Between pain, and anger, and feelings of violation I became intent on making Jay, my husband of eleven years, suffer during my ten day stay in the hospital.  In my eyes Jay could do nothing right, or say anything right.  I became demanding and difficult with him.  I would order him to get me a hot dog or some other thing I felt like eating or drinking, and he would immediately head out to find the item.  When he returned with it I didn’t thank him.  He owed me!  When asked a question by a nurse, or doctor Jay tried to help me answer, but I told him to shut up.  I silenced him.  I was not nice about it, or kind, or patient.  And I didn’t even try because he deserved whatever I dished out.  I was suffering, and so would he.  I’d never been filled with such vitriol, or experienced this side of my personality.  It unsettled me.  I was downright ugly.   But I continued bullying my contrite husband in spite of his obvious desire to comply gladly no matter how I behaved.  Each time a barrage of anger let loose he remained quiet.  He never defended himself, or walked away to protect himself from my attacks.  Jay looked so sad, and dejected as if being punished for good reason.  

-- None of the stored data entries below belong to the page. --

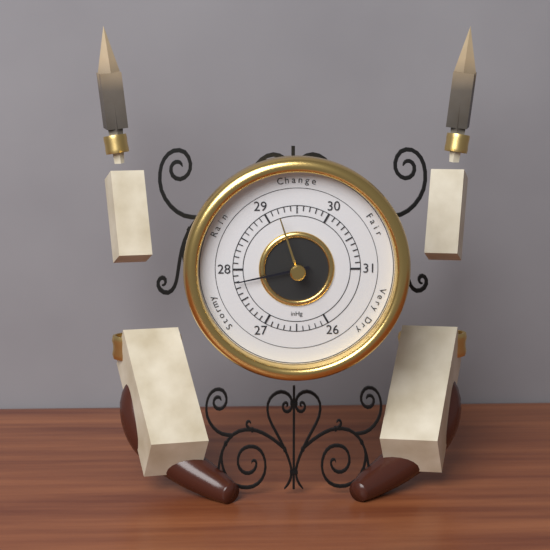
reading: 27.8 inHg
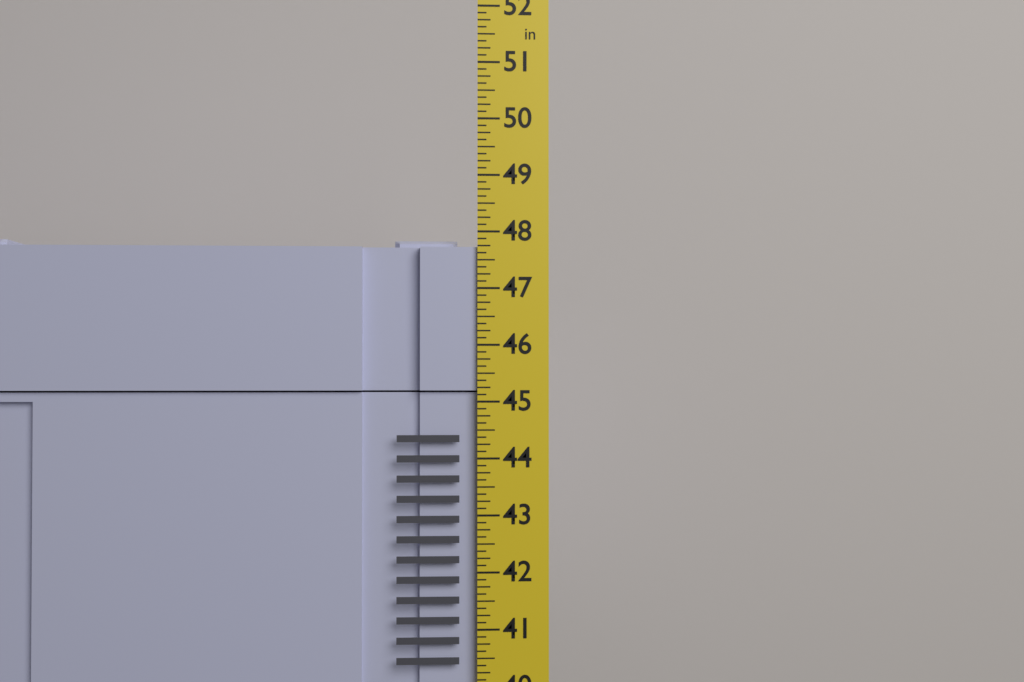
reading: 47.875 in
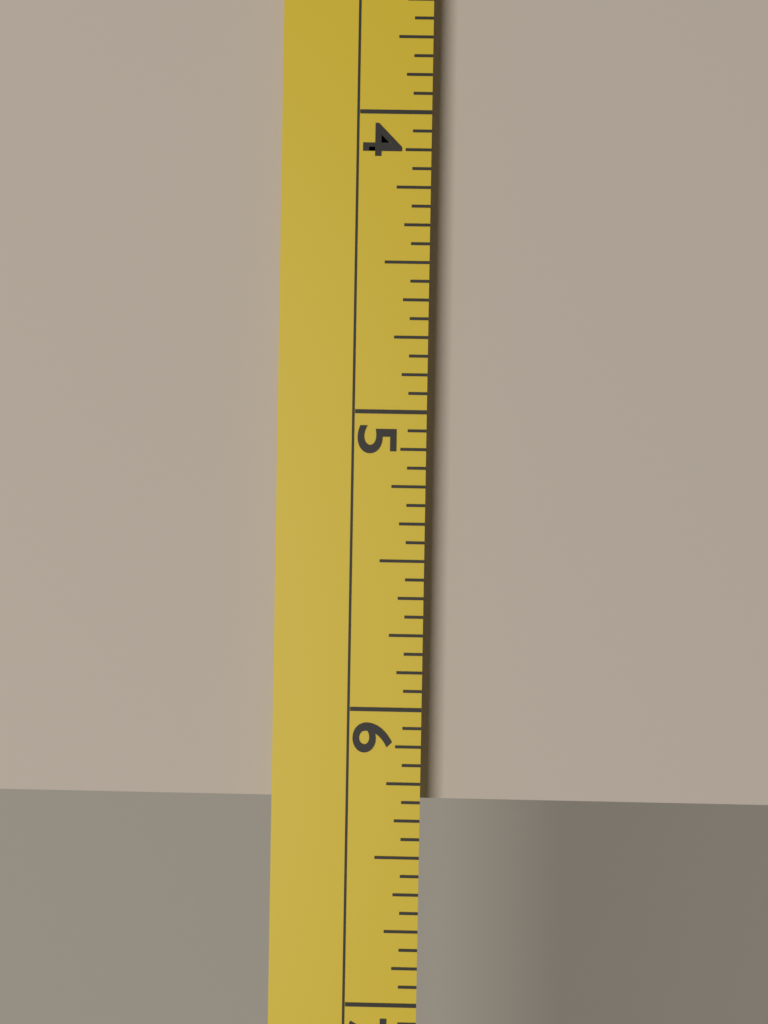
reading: 6.3125 (no unit)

Many nurses took care of me through those difficult first ten days of recovery, but one in particular was an angel.  Literally perhaps.  She was Japanese with a small frame.  But it’s her voice I remember most.  After observing one of my vicious verbal attacks focused on my husband this lovely woman in white bent slowly down to whisper in my ear, “Your husband loves you very much.  He wants to help you.  Be nice to him.”  Caught completely off guard by her soft voice I found my anger soften.    A couple hours later after another outburst she bent down to whisper again, “Your husband loves you.  He cares about you.  Let him help you.”  Whenever I heard that voice it seemed as if an angel whispered to me, and my anger weakened.  The morning of my discharge this nurse got me ready.  Her last action as I sat in the wheelchair was to whisper in my ear one more time, “Your husband loves you very much.  Be kind to him.”  And I heard one more thing although the actual words weren’t spoken.  “Forgive him.”

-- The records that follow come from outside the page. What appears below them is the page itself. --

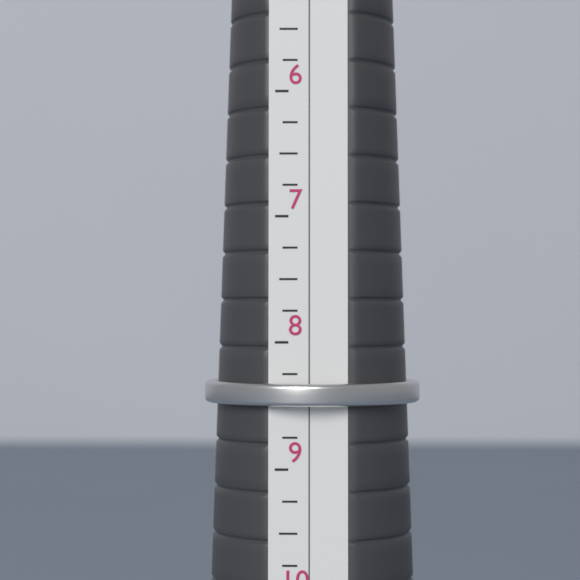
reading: 8.50 (no unit)
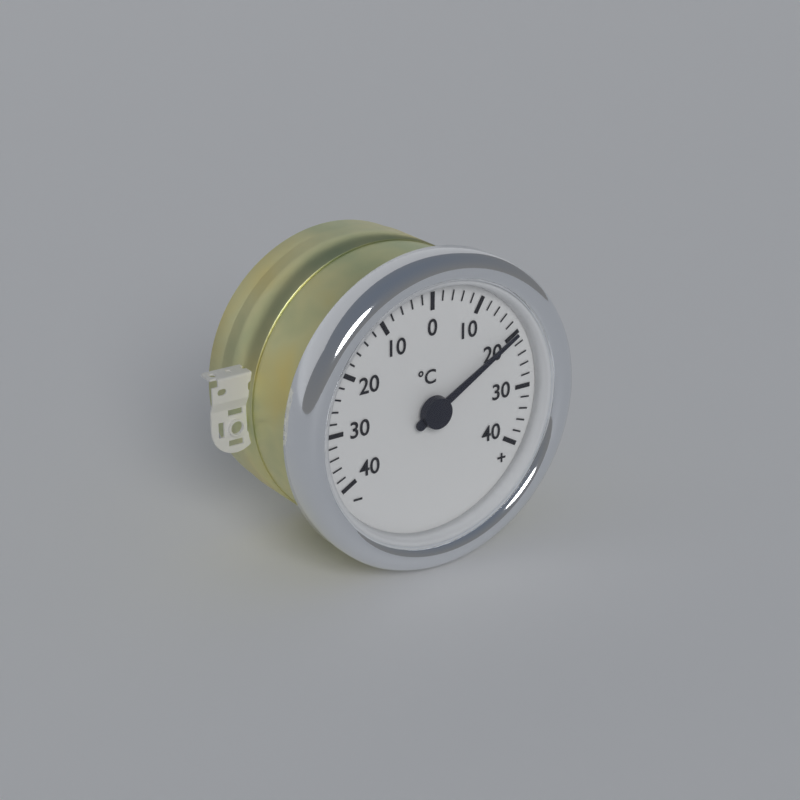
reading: 20 °C
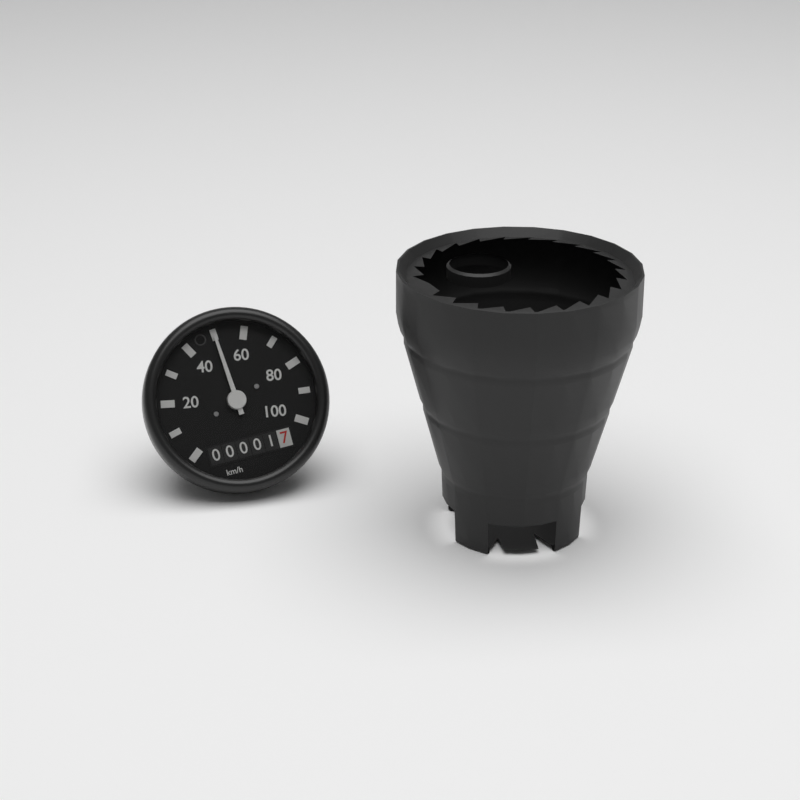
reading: 50 km/h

“Forgive him.”  It wasn’t a suggestion.  It wasn’t a nice thought.  It was a command; a command from heaven above.  Two words communicated firmly, but with such love that I couldn’t argue.  I wouldn’t argue.  I looked one more time at this soft spoken nurse who addressed me as no human ever had; with God-like authority and generosity.  There was no hint of passing condemnation or shame.  This creature simply stated the facts in the most gentle way, and with palpable love.  “Your husband loves you very much.  Forgive him.”  When I left the hospital that day I left my anger as well.  I didn’t need it anymore.  I offered my husband forgiveness.

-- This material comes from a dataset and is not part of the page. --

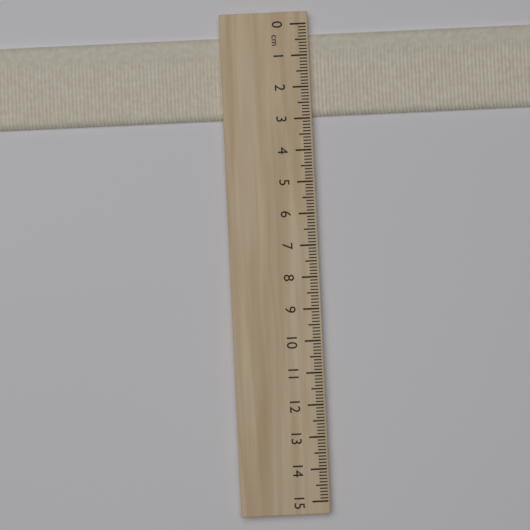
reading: 2.9 cm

Jay was a changed man!  He waited on me hand and foot,  fixing all the meals, cleaning the house, showering me with flowers and romantic greeting cards.  He brought me lunch in bed when I didn't want to leave the bedroom, which was daily for months.  He purchased us a beautiful new bed just before I came home.  Before the surgery if I accidentally touched Jay while sleeping he would jump involuntarily, and scoot farther away from me.  Now he wanted to be touching me while we slept, even if it was just my foot or hand.  His devotion was undeniable!  All this positive attention helped me through a very difficult year of healing.      

During the next year all my focus would need to be on recovery.